If this (or something similar) becomes a familiar phrase, beware. I thought by adding a few technological bells and whistles I would remake the produce industry. What I forgot at the time is that technology is only as good as the underlying business idea. And we hadn’t yet worked out many of the core business ideas, things like getting farmers Internet connections, handling and transporting produce between parties sight unseen, trying to standardize an industry that had wide variances in the same product type (to name but a few). This isn’t to say that you can’t innovate with technology in old-school industries; it’s just that you need to really get deep into the details and understand the industry you want to change before you start offering technology as the solution.

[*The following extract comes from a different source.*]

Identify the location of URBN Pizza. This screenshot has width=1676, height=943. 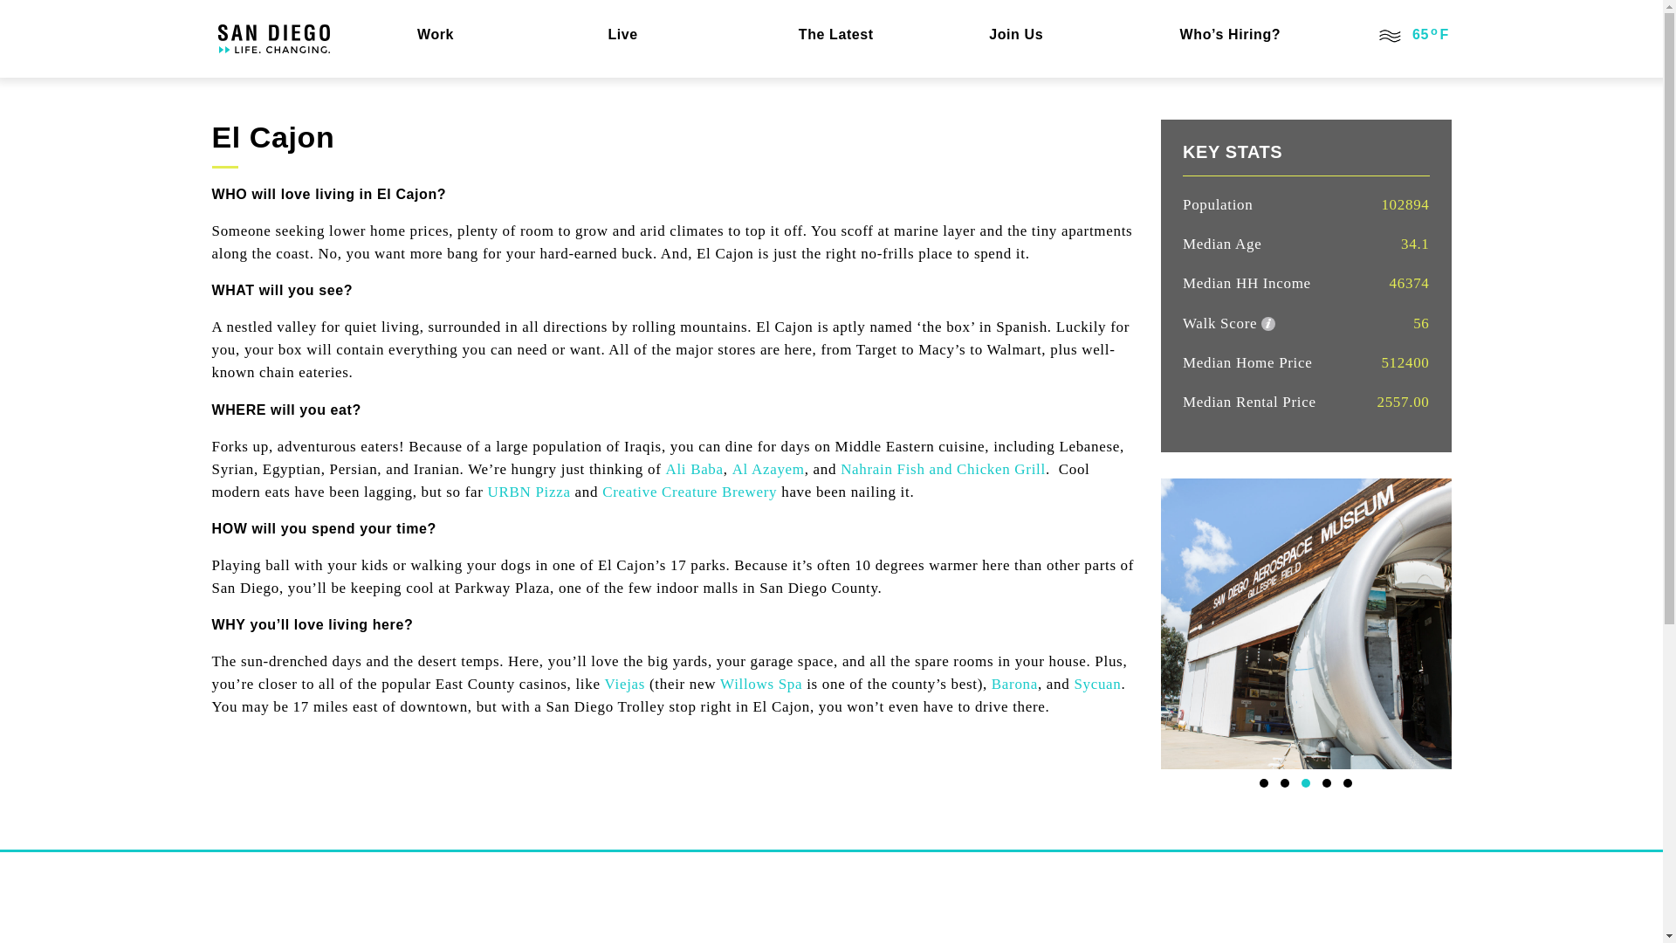
(529, 492).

2.  Identify someone who will be the first to tell you that you’re wearing the emperor’s new clothes.

You know the small child who sees through the emperor’s charade and finally tells him he’s parading around naked? If you can’t look yourself in the mirror and distinguish between your own excitement and reality, you need someone who can. Over the years I’ve tried to play this role myself. I pretend to be a customer who is going to give push back on new ideas.  Sounds crazy—perhaps it is—but you need to be able to broaden your thinking about what is an opportunity and what is fantasy.

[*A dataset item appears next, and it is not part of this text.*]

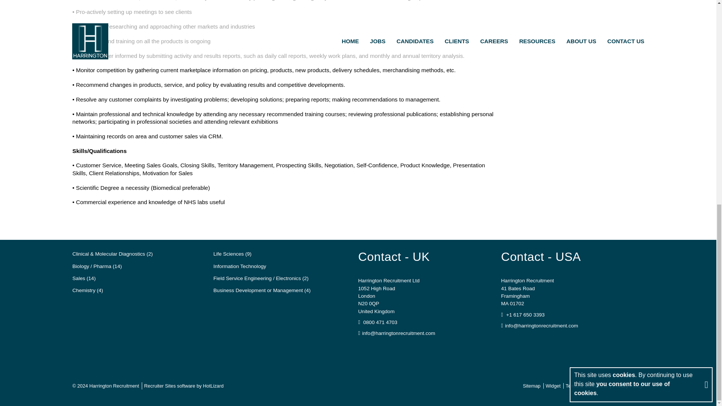 The image size is (722, 406). What do you see at coordinates (88, 291) in the screenshot?
I see `Chemistry` at bounding box center [88, 291].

3. Analyze why “everyone else is doing it.”

Are you getting into a business because you are jumping on a trend? If you can’t hone that trend into a well-defined business idea that solves a real and specific problem or offers an important product or service then watch out. If you are jumping in because everyone else is, consider, why isn’t anyone jumping out?

4. Answer the question, “Why?”

Be honest. Why are you doing what you’re doing? Is it because the opportunity is real or is there another reason? It’s still hard for me to admit but wanting to get into the dot-com game wasn’t about the opportunity; it was about the game and the label. I saw myself back then as just a delivery person when what I really wanted to be was an accepted entrepreneur (preferably with a logo that looked like lightning mixed with the sound of the ocean). Make sure you know what is driving you.  If it’s only your ego, then it’s time to do some critical thinking.